The current behavior is inconsistent and somewhat confusing, prevents a few reasonable things from happening, and serves no real purpose that we're aware of. It works like it does for legacy reasons and because we're generally very hesitant to remove policy barriers that users may expect to be protecting private information.
There is some more detailed discussion in T9410. Briefly:
- Today, users can see the effects of personal rules in the transcript (all the conditions that evaluated, any effects which occurred), but not the actual rules.
- Today, users can also see almost all effects of Herald rules (like adding subscribers and reviewers) when they apply (you can always see that "Herald added subscribers: ..." to your revision).
- However, you can't view the actual rule at /Hxxx, even though you can see almost all of it in any transcript, and almost always see its effects if it's relevant.
- Since you can effectively see most of the content of rules in most cases, rules aren't meaningfully private today anyway.
- Making them quasi-private is confusing and somewhat inconsistent (as in T9410) and prevents useful things like looking at someone else's rule to write a similar one, sharing a rule you've made, or checking if a rule looks right for someone.
To resolve and simplify this, we're going to make personal rules public (like object and global rules currently are). This means:
- Other users will be able to view the content of your personal rules by browsing to the /Hxxxx rule detail page.
This will hit stable no earlier than August 12th. If we're missing use cases where this distinction is important and should consider this change more carefully, please let us know.
We're generally very cautious about making changes which lower privacy barriers -- it's scary to update Phabricator and have policies weaken in unexpected ways, and leaking sensitive information is potentially even worse than destroying it. This is an exceptional case where the policy barrier is ineffective anyway and serves no practical or conceivable purpose that we're aware of.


YOUR ASSIGNMENT
Go through the entries, filter for the word "arrows", and copy every line that has it.

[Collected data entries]
..........

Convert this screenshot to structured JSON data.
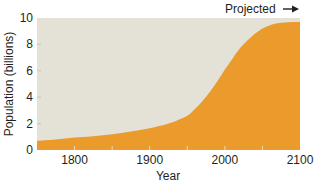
{
  "chart_data": {
    "type": "area",
    "title": "",
    "xlabel": "Year",
    "ylabel": "Population (billions)",
    "xlim": [
      1750,
      2100
    ],
    "ylim": [
      0,
      10
    ],
    "x_ticks": [
      1800,
      1900,
      2000,
      2100
    ],
    "y_ticks": [
      0,
      2,
      4,
      6,
      8,
      10
    ],
    "grid": false,
    "legend": null,
    "annotations": [
      {
        "text": "Projected →",
        "position": "top-right",
        "applies_to_x_from": 2020
      }
    ],
    "series": [
      {
        "name": "World population",
        "x": [
          1750,
          1775,
          1800,
          1825,
          1850,
          1875,
          1900,
          1925,
          1950,
          1960,
          1970,
          1980,
          1990,
          2000,
          2010,
          2020,
          2030,
          2040,
          2050,
          2060,
          2070,
          2080,
          2090,
          2100
        ],
        "values": [
          0.7,
          0.8,
          0.95,
          1.05,
          1.2,
          1.4,
          1.65,
          2.0,
          2.6,
          3.1,
          3.7,
          4.4,
          5.2,
          6.1,
          6.9,
          7.7,
          8.3,
          8.8,
          9.2,
          9.45,
          9.6,
          9.65,
          9.7,
          9.7
        ]
      }
    ],
    "colors": {
      "area_fill": "#eb9a2c",
      "plot_background": "#e4e2d6"
    }
  },
  "labels": {
    "projected": "Projected",
    "xlabel": "Year",
    "ylabel": "Population (billions)"
  }
}
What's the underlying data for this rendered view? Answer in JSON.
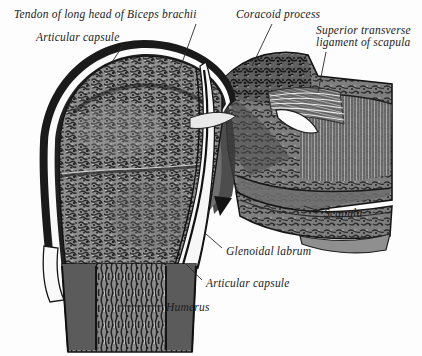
{
  "figure": {
    "background_color": "#fdfdfd",
    "ink_color": "#1b1b1b"
  },
  "labels": [
    {
      "id": "tendon-biceps",
      "text": "Tendon of long head of Biceps brachii",
      "x": 14,
      "y": 8
    },
    {
      "id": "articular-capsule-top",
      "text": "Articular capsule",
      "x": 36,
      "y": 31
    },
    {
      "id": "coracoid-process",
      "text": "Coracoid process",
      "x": 236,
      "y": 8
    },
    {
      "id": "superior-transverse-ligament-line1",
      "text": "Superior transverse",
      "x": 316,
      "y": 24
    },
    {
      "id": "superior-transverse-ligament-line2",
      "text": "ligament of scapula",
      "x": 316,
      "y": 36
    },
    {
      "id": "scapula",
      "text": "Scapula",
      "x": 324,
      "y": 207
    },
    {
      "id": "glenoidal-labrum",
      "text": "Glenoidal labrum",
      "x": 226,
      "y": 245
    },
    {
      "id": "articular-capsule-bottom",
      "text": "Articular capsule",
      "x": 206,
      "y": 277
    },
    {
      "id": "humerus",
      "text": "Humerus",
      "x": 166,
      "y": 301
    }
  ],
  "structures": [
    {
      "id": "humeral-head",
      "name": "Humeral head, cancellous bone"
    },
    {
      "id": "humeral-shaft",
      "name": "Humeral shaft with cortical walls"
    },
    {
      "id": "joint-capsule-bands",
      "name": "Layered articular capsule bands"
    },
    {
      "id": "biceps-tendon-groove",
      "name": "Long head of biceps tendon in intertubercular groove"
    },
    {
      "id": "scapula-body",
      "name": "Scapula body and neck"
    },
    {
      "id": "coracoid",
      "name": "Coracoid process"
    },
    {
      "id": "transverse-ligament-fibers",
      "name": "Fan of superior transverse ligament fibers"
    },
    {
      "id": "glenoid-labrum-shape",
      "name": "Glenoidal labrum wedge"
    }
  ]
}
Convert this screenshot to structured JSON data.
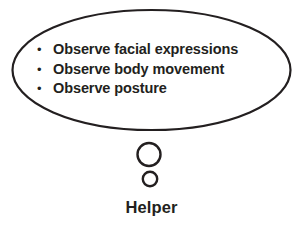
{
  "diagram": {
    "type": "thought-bubble-diagram",
    "background_color": "#ffffff",
    "stroke_color": "#231f20",
    "text_color": "#231f20",
    "bubble": {
      "shape": "ellipse",
      "center_x": 151.5,
      "center_y": 70,
      "radius_x": 139,
      "radius_y": 60,
      "stroke_width": 2.2
    },
    "bullets": [
      {
        "marker": "•",
        "label": "Observe facial expressions"
      },
      {
        "marker": "•",
        "label": "Observe body movement"
      },
      {
        "marker": "•",
        "label": "Observe posture"
      }
    ],
    "figure": {
      "label": "Helper",
      "head": {
        "cx": 149,
        "cy": 154.5,
        "r": 11.5,
        "stroke_width": 2.4
      },
      "body": {
        "cx": 150,
        "cy": 179,
        "r": 7.2,
        "stroke_width": 2.4
      }
    }
  }
}
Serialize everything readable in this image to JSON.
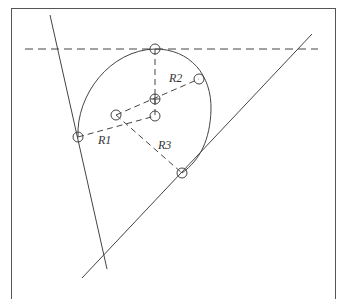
{
  "diagram": {
    "colors": {
      "stroke": "#444444",
      "background": "#ffffff"
    },
    "labels": {
      "r1": "R1",
      "r2": "R2",
      "r3": "R3"
    },
    "points": {
      "top_tangent": [
        155,
        49
      ],
      "r2_point": [
        199,
        79
      ],
      "center_r2": [
        155,
        99
      ],
      "center_lower": [
        155,
        116
      ],
      "center_left": [
        116,
        115
      ],
      "left_tangent": [
        78,
        137
      ],
      "bottom_tangent": [
        182,
        173
      ]
    },
    "lines": {
      "top_dashed": [
        [
          25,
          49
        ],
        [
          318,
          49
        ]
      ],
      "left_steep": [
        [
          50,
          15
        ],
        [
          107,
          269
        ]
      ],
      "right_diagonal": [
        [
          312,
          34
        ],
        [
          82,
          278
        ]
      ]
    }
  }
}
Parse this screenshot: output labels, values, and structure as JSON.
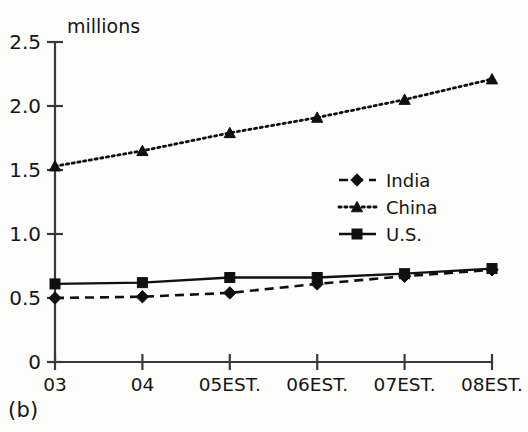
{
  "caption": "(b)",
  "chart_data": {
    "type": "line",
    "title": "",
    "ylabel_inline": "millions",
    "xlabel": "",
    "categories": [
      "03",
      "04",
      "05EST.",
      "06EST.",
      "07EST.",
      "08EST."
    ],
    "ylim": [
      0,
      2.5
    ],
    "yticks": [
      0,
      0.5,
      1.0,
      1.5,
      2.0,
      2.5
    ],
    "ytick_labels": [
      "0",
      "0.5",
      "1.0",
      "1.5",
      "2.0",
      "2.5"
    ],
    "grid": false,
    "legend_position": "center-right",
    "series": [
      {
        "name": "India",
        "marker": "diamond",
        "line_style": "dashed",
        "values": [
          0.5,
          0.51,
          0.54,
          0.61,
          0.67,
          0.72
        ]
      },
      {
        "name": "China",
        "marker": "triangle",
        "line_style": "dotted",
        "values": [
          1.53,
          1.65,
          1.79,
          1.91,
          2.05,
          2.21
        ]
      },
      {
        "name": "U.S.",
        "marker": "square",
        "line_style": "solid",
        "values": [
          0.61,
          0.62,
          0.66,
          0.66,
          0.69,
          0.73
        ]
      }
    ],
    "colors": {
      "ink": "#101010",
      "axis": "#3a3a38",
      "background": "#fdfdfc"
    }
  }
}
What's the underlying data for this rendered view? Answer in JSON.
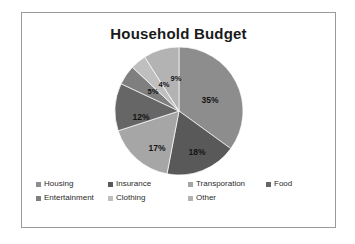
{
  "chart_data": {
    "type": "pie",
    "title": "Household Budget",
    "xlabel": "",
    "ylabel": "",
    "legend_position": "bottom",
    "grid": false,
    "categories": [
      "Housing",
      "Insurance",
      "Transporation",
      "Food",
      "Entertainment",
      "Clothing",
      "Other"
    ],
    "values": [
      35,
      18,
      17,
      12,
      5,
      4,
      9
    ],
    "value_labels": [
      "35%",
      "18%",
      "17%",
      "12%",
      "5%",
      "4%",
      "9%"
    ],
    "colors": [
      "#8d8d8d",
      "#595959",
      "#a6a6a6",
      "#666666",
      "#7f7f7f",
      "#bfbfbf",
      "#b3b3b3"
    ],
    "slices": [
      {
        "label": "Housing",
        "value": 35,
        "value_label": "35%",
        "color": "#8d8d8d",
        "start_deg": 0,
        "end_deg": 126,
        "label_x": 96,
        "label_y": 57
      },
      {
        "label": "Insurance",
        "value": 18,
        "value_label": "18%",
        "color": "#595959",
        "start_deg": 126,
        "end_deg": 190.8,
        "label_x": 83,
        "label_y": 109
      },
      {
        "label": "Transporation",
        "value": 17,
        "value_label": "17%",
        "color": "#a6a6a6",
        "start_deg": 190.8,
        "end_deg": 252,
        "label_x": 43,
        "label_y": 105
      },
      {
        "label": "Food",
        "value": 12,
        "value_label": "12%",
        "color": "#666666",
        "start_deg": 252,
        "end_deg": 295.2,
        "label_x": 27,
        "label_y": 74
      },
      {
        "label": "Entertainment",
        "value": 5,
        "value_label": "5%",
        "color": "#7f7f7f",
        "start_deg": 295.2,
        "end_deg": 313.2,
        "label_x": 39,
        "label_y": 48
      },
      {
        "label": "Clothing",
        "value": 4,
        "value_label": "4%",
        "color": "#bfbfbf",
        "start_deg": 313.2,
        "end_deg": 327.6,
        "label_x": 50,
        "label_y": 41
      },
      {
        "label": "Other",
        "value": 9,
        "value_label": "9%",
        "color": "#b3b3b3",
        "start_deg": 327.6,
        "end_deg": 360,
        "label_x": 62,
        "label_y": 35
      }
    ]
  },
  "chart": {
    "title": "Household Budget"
  },
  "legend": {
    "rows": [
      [
        {
          "label": "Housing",
          "color": "#8d8d8d",
          "width": 72
        },
        {
          "label": "Insurance",
          "color": "#595959",
          "width": 80
        },
        {
          "label": "Transporation",
          "color": "#a6a6a6",
          "width": 78
        },
        {
          "label": "Food",
          "color": "#666666",
          "width": 40
        }
      ],
      [
        {
          "label": "Entertainment",
          "color": "#7f7f7f",
          "width": 72
        },
        {
          "label": "Clothing",
          "color": "#bfbfbf",
          "width": 80
        },
        {
          "label": "Other",
          "color": "#b3b3b3",
          "width": 78
        }
      ]
    ]
  }
}
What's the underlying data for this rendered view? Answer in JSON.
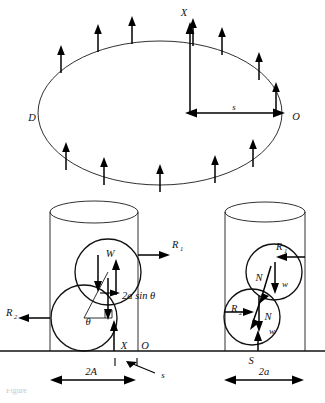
{
  "figure": {
    "type": "free-body-diagram",
    "background_color": "#ffffff",
    "line_color": "#111111",
    "caption_partial": "Figure"
  },
  "plan_view": {
    "name": "ellipse-plan-view",
    "shape": "ellipse",
    "labels": {
      "axis_x": "X",
      "point_left": "D",
      "point_right": "O",
      "offset": "s"
    },
    "arrow_count_top": 9,
    "arrow_count_bottom": 5,
    "description": "Ellipse in plan with upward distributed force arrows around perimeter"
  },
  "left_elevation": {
    "name": "left-cylinder-elevation",
    "labels": {
      "weight": "W",
      "reaction_top": "R",
      "reaction_top_sub": "1",
      "reaction_bottom": "R",
      "reaction_bottom_sub": "2",
      "lever_arm": "2a sin θ",
      "lever_arm_italic_part": "a",
      "angle": "θ",
      "axis_x": "X",
      "origin": "O",
      "width_dim": "2A",
      "offset_dim": "s"
    },
    "circles": 2
  },
  "right_elevation": {
    "name": "right-cylinder-elevation",
    "labels": {
      "reaction_top": "R",
      "reaction_top_sub": "1",
      "reaction_bottom": "R",
      "reaction_bottom_sub": "2",
      "normal_upper": "N",
      "normal_lower": "N",
      "weight_upper": "w",
      "weight_lower": "w",
      "support": "S",
      "width_dim": "2a"
    },
    "circles": 2
  }
}
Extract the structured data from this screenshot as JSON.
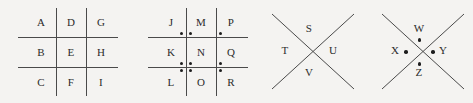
{
  "diagram": {
    "type": "cipher-key",
    "background_color": "#f4f3f1",
    "line_color": "#4a4a4a",
    "dot_color": "#1d1d1d",
    "text_color": "#2b2b2b"
  },
  "panels": [
    {
      "id": "grid-plain",
      "shape": "tic-tac-toe-grid",
      "dots": false,
      "rows": [
        [
          "A",
          "D",
          "G"
        ],
        [
          "B",
          "E",
          "H"
        ],
        [
          "C",
          "F",
          "I"
        ]
      ]
    },
    {
      "id": "grid-dotted",
      "shape": "tic-tac-toe-grid",
      "dots": true,
      "rows": [
        [
          "J",
          "M",
          "P"
        ],
        [
          "K",
          "N",
          "Q"
        ],
        [
          "L",
          "O",
          "R"
        ]
      ],
      "dot_positions": [
        [
          "bottom-right",
          "bottom-left",
          "bottom-left"
        ],
        [
          "bottom-right",
          "bottom-left",
          "bottom-left"
        ],
        [
          "top-right",
          "top-left",
          "top-left"
        ]
      ]
    },
    {
      "id": "cross-plain",
      "shape": "x-cross",
      "dots": false,
      "letters": {
        "top": "S",
        "left": "T",
        "right": "U",
        "bottom": "V"
      }
    },
    {
      "id": "cross-dotted",
      "shape": "x-cross",
      "dots": true,
      "letters": {
        "top": "W",
        "left": "X",
        "right": "Y",
        "bottom": "Z"
      }
    }
  ]
}
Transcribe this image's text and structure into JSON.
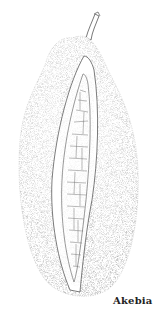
{
  "illustration": {
    "subject": "akebia-fruit",
    "style": "stipple-ink-drawing",
    "ink_color": "#333333",
    "background_color": "#ffffff"
  },
  "caption": {
    "text": "Akebia"
  }
}
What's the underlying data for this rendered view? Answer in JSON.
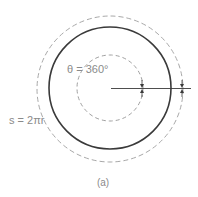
{
  "figure": {
    "caption": "(a)",
    "labels": {
      "theta": "θ = 360°",
      "arc_length": "s = 2πr"
    },
    "colors": {
      "solid_circle": "#3a3a3a",
      "dashed_circle": "#a0a0a0",
      "radius_line": "#3a3a3a",
      "text": "#8a8a8a"
    },
    "elements": [
      {
        "type": "circle",
        "style": "solid",
        "role": "circle-of-radius-r"
      },
      {
        "type": "circle",
        "style": "dashed",
        "role": "outer-dashed-circle"
      },
      {
        "type": "circle",
        "style": "dashed",
        "role": "inner-dashed-circle"
      },
      {
        "type": "line",
        "role": "radius-line"
      },
      {
        "type": "arrow-pair",
        "role": "inner-dimension-arrows"
      },
      {
        "type": "arrow-pair",
        "role": "outer-dimension-arrows"
      }
    ]
  }
}
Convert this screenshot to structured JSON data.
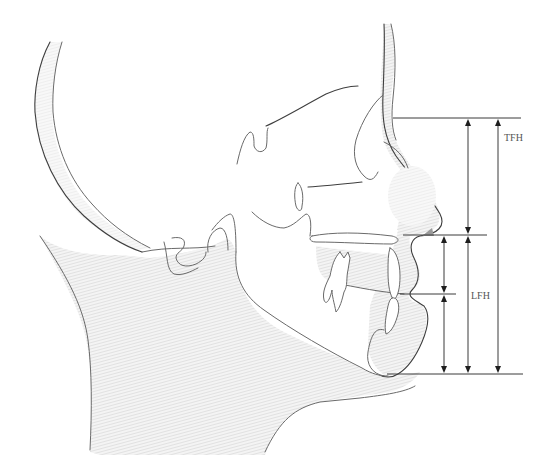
{
  "figure": {
    "type": "cephalometric-profile-diagram"
  },
  "labels": {
    "tfh": "TFH",
    "lfh": "LFH"
  },
  "measurements": [
    {
      "id": "tfh",
      "name": "TFH",
      "from_line": "nasion",
      "to_line": "menton",
      "x": 498,
      "y_top": 118,
      "y_bottom": 374
    },
    {
      "id": "upper-face",
      "name": "",
      "from_line": "nasion",
      "to_line": "subnasale",
      "x": 468,
      "y_top": 118,
      "y_bottom": 235
    },
    {
      "id": "lfh",
      "name": "LFH",
      "from_line": "subnasale",
      "to_line": "menton",
      "x": 468,
      "y_top": 235,
      "y_bottom": 374
    },
    {
      "id": "upper-lip",
      "name": "",
      "from_line": "subnasale",
      "to_line": "stomion",
      "x": 444,
      "y_top": 235,
      "y_bottom": 294
    },
    {
      "id": "lower-lip-chin",
      "name": "",
      "from_line": "stomion",
      "to_line": "menton",
      "x": 444,
      "y_top": 294,
      "y_bottom": 374
    }
  ],
  "reference_lines": [
    {
      "id": "nasion",
      "y": 118,
      "x1": 393,
      "x2": 521
    },
    {
      "id": "subnasale",
      "y": 235,
      "x1": 403,
      "x2": 487
    },
    {
      "id": "stomion",
      "y": 294,
      "x1": 400,
      "x2": 456
    },
    {
      "id": "menton",
      "y": 374,
      "x1": 387,
      "x2": 523
    }
  ],
  "colors": {
    "outline": "#6a6a6a",
    "measure_line": "#3a3a3a",
    "arrow": "#1e1e1e",
    "soft_tissue_hatch": "#c8c8c8",
    "label": "#555555"
  }
}
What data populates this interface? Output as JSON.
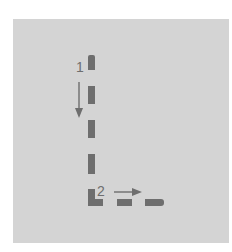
{
  "diagram": {
    "background_color": "#d4d4d4",
    "stroke_color": "#6e6e6e",
    "steps": [
      {
        "label": "1",
        "direction": "down"
      },
      {
        "label": "2",
        "direction": "right"
      }
    ],
    "shape": "L-shaped dashed path"
  }
}
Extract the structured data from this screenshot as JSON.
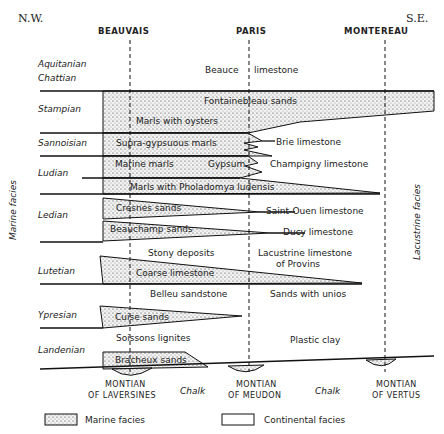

..........

ANSWER SPACE
    "description": "Ellipse in plan with upward distributed force arrows around perimeter"
        "role": "inner-dimension-arrows"
        "role": "outer-dimension-arrows"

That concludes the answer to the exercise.